With Corbyn’s “People’s QE”, the Bank of England would print money via digital ledger entries, similar to traditional QE, to either directly buy HM Treasury’s debt issuance, or directly transfer money to Treasury to pay for government expenditure. (Adam Posen, who served on the Monetary Policy Committee of the Bank of England, once suggested something similar.)

Ben Bernanke’s essay on Milton Friedman’s “Helicopter Money” proposal explained how the Fed would print money to pay for increases in Federal expenditure, tax cuts, or purchases of private assets.

Both of these proposals could infringe on central banks’ hard-won monetary policy independence by turning them into on-demand cash machines for fiscal authorities, although both have the support of at least some central bankers. It would be difficult for monetary authorities to terminate debt-financed fiscal expansion after it was set in motion: social pressure would make an exit politically difficult, for opponents to debt monetization would be labeled as “opponents to making QE fair again”.

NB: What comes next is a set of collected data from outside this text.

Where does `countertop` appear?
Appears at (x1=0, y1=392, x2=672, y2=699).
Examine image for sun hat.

The subjugation of monetary policy independence could quickly manifest in rapid rise of inflation as seen after the Federal Reserve ceded monetary policy control to the Treasury to fund spending during WWII. Politicians in control of monetary policies might want to maintain reflationary policies longer than necessary and let subsequent administrations face the difficult task of tightening to counter inflationary pressure.

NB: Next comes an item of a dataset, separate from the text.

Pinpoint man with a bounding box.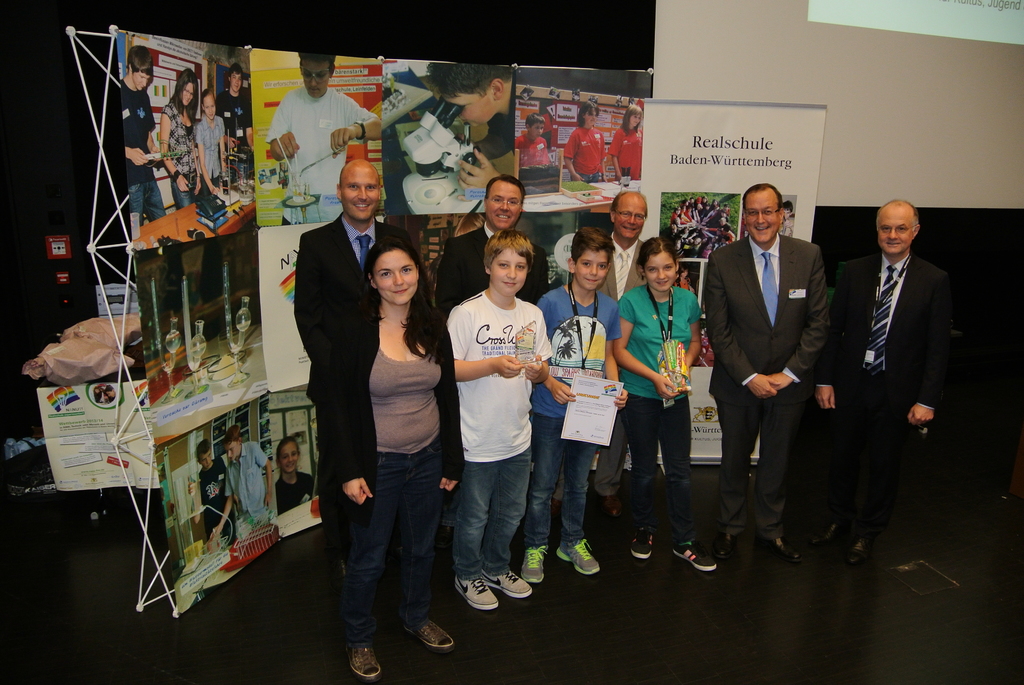
box=[555, 191, 652, 522].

Distributional effects of unconventional monetary policy are not costless to monetary authorities, for central bank monetary policy independence would be at risk if elected officials turn to counter the distributional effects with further economic distortion

Chief Executive Chan of the Hong Kong Monetary Authority (HKMA) made the following concluding remarks at the Jackson Hole Economic Symposium, marking this one of the few occasions when central bank officials highlighted distributional effects of unconventional monetary policy:

  • There needs to be more research and study by economists, central bankers and policymakers on the distributional effects of unconventional policy
  • Policymakers need to understand more on the trend of rising income and wealth inequality and its economic, social and political impact
  • Policymakers also need to study more on the labor displacing impact of technological innovations
  • Governments are generally more equipped to tax income but less so in wealth. Policymakers must consider what can and should be done to deal with the rising concentration in the distribution of income and more so wealth. It is also not too early for policymakers to consider what should be done to pre-distribute income by helping those displaced workforce to re-train or adapt to the new environment

HMKA’s focus on QE’s distributional effects should be perceived as an early indicator on growing awareness by prudent policymakers. As financial instability risks morph into political risks to elected officials, unconventional monetary policies and their distributional effects would likely be treated as a political liability rather than economic asset.

Victor Xing is the Principal at Kekselias.